Queer Liberation: No Prisons, No Borders
Dean Spade Hope Dector Tourmaline
A crash-course in pre-figurative, radical, queer, anti-racist, anti-police, anti-prison, anti-deportation abolitionist politics and trans-resistance.
Arika have been creating events since 2001. The Archive is space to share the documentation of our work, over 600 events from the past 20 years. Browse the archive by event, artists and collections, explore using theme pairs, or use the index for a comprehensive overview.
A crash-course in pre-figurative, radical, queer, anti-racist, anti-police, anti-prison, anti-deportation abolitionist politics and trans-resistance.
Akio Suzuki and John Butcher performing in a large multi chambered industrial ice house.
A double bill of Morgan Fisher films that ask what can be achieved by a simple structural method of commenting on scraps of 35mm film, re-shot on 16mm film and what happens to meaning (if anything) when ‘insert shots’ are relieved of their original duty of providing crucial plot development for a variety of other movies?
Voguing, drag, clubbing, and the politics of communities making different performances of gender and sexuality visible.
Includes: street portraits of kids in 1930’s Dakota, a mysterious foggy pilgrimage, a swarm of time-lapsed consumers, a stereoscopic analysis of mill life, up close and personal in a Lighting Bolt mosh pit.
To Rococo Rot member Robert Lippok performing for the first time in the UK with his solo project.
A confrontational and somehow shamanic stance; introspective silences shattered by savage jabs at the strings, whirlwind strums dying into spartan chords
An open collaborative workshop space in which games, warm-up sessions, exercises and scenes are potentially the same thing, through which to project your own concerns onto the stage.
A poet, playwright and activist, Sanchez emerged as a seminal figure in the 1960s Black Arts Movement, writing in the name of black culture, civil rights and women’s liberation.
Expansive and considered, inclusive and deeply human minimalism: Antoine Beuger, Radu Malfatti, Manfred Werder.
A sort of prayer and conference, a sort of scream and dialogue – a monologue and declaration at the time, addressing how we can build complicity with one another.
Ian and Gil will host a discussion on the Argument project’s social and political commentaries, and with you try and maybe think through whether and how they might still have some currency today: what’s changed and what’s stayed the same?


Without the pictures, give every record again exactly.

════════════════

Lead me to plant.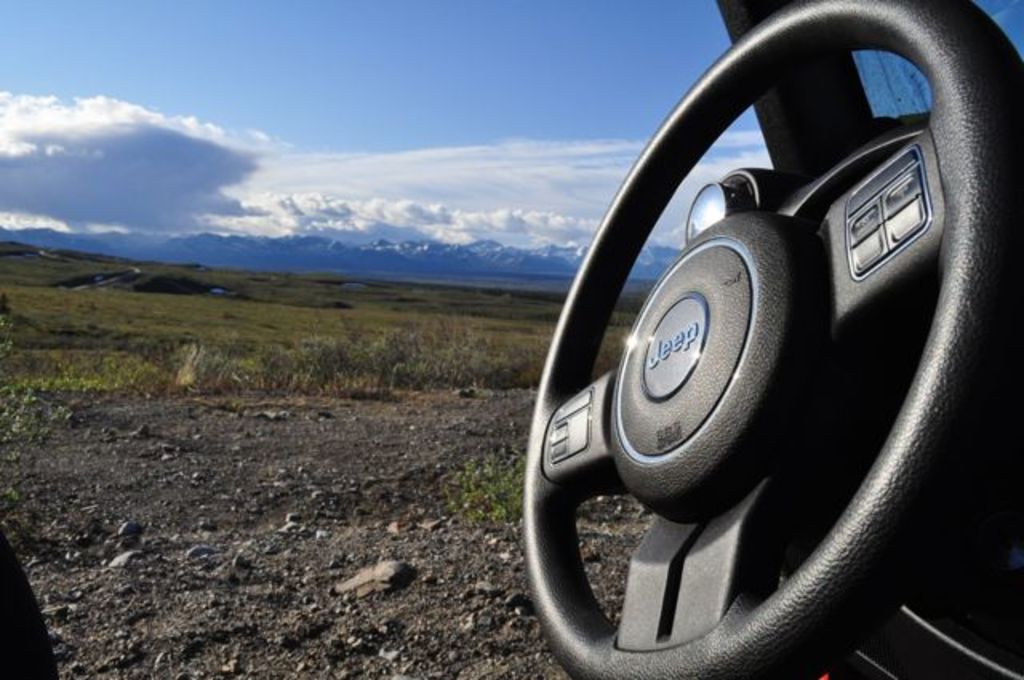
Lead to rect(0, 322, 558, 392).
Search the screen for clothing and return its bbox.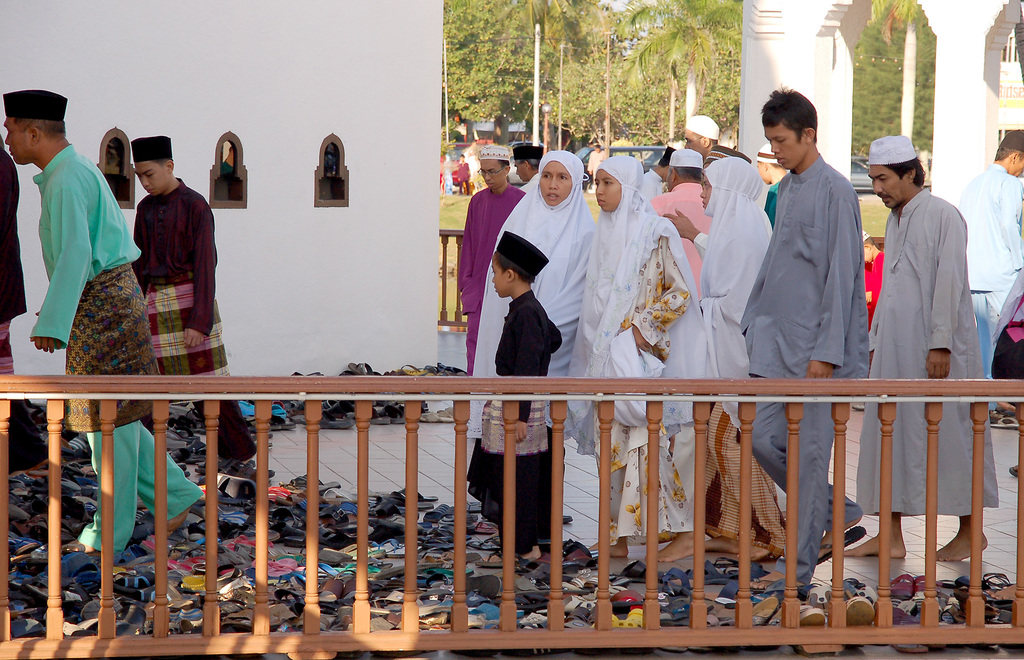
Found: 460,152,996,587.
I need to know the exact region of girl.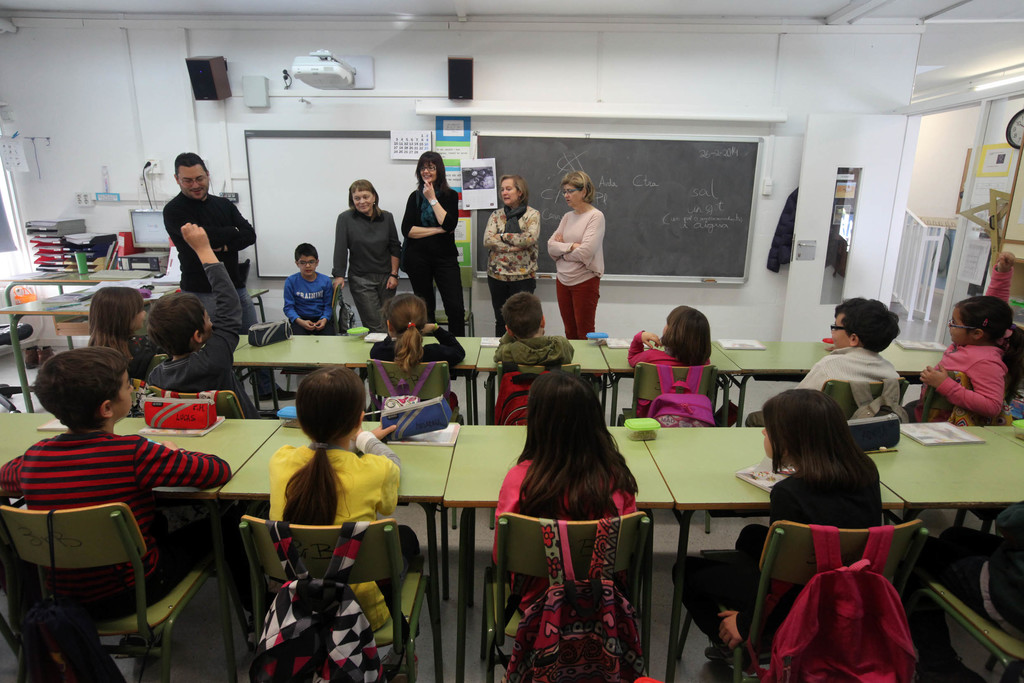
Region: x1=94, y1=282, x2=154, y2=382.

════════════════

→ SOLVED PROBLEM:
Lead me to plant.
Lead to rect(0, 322, 558, 392).
Search the screen for clothing and return its bbox.
Found: 460,152,996,587.
I need to know the exact region of girl.
Region: x1=94, y1=282, x2=154, y2=382.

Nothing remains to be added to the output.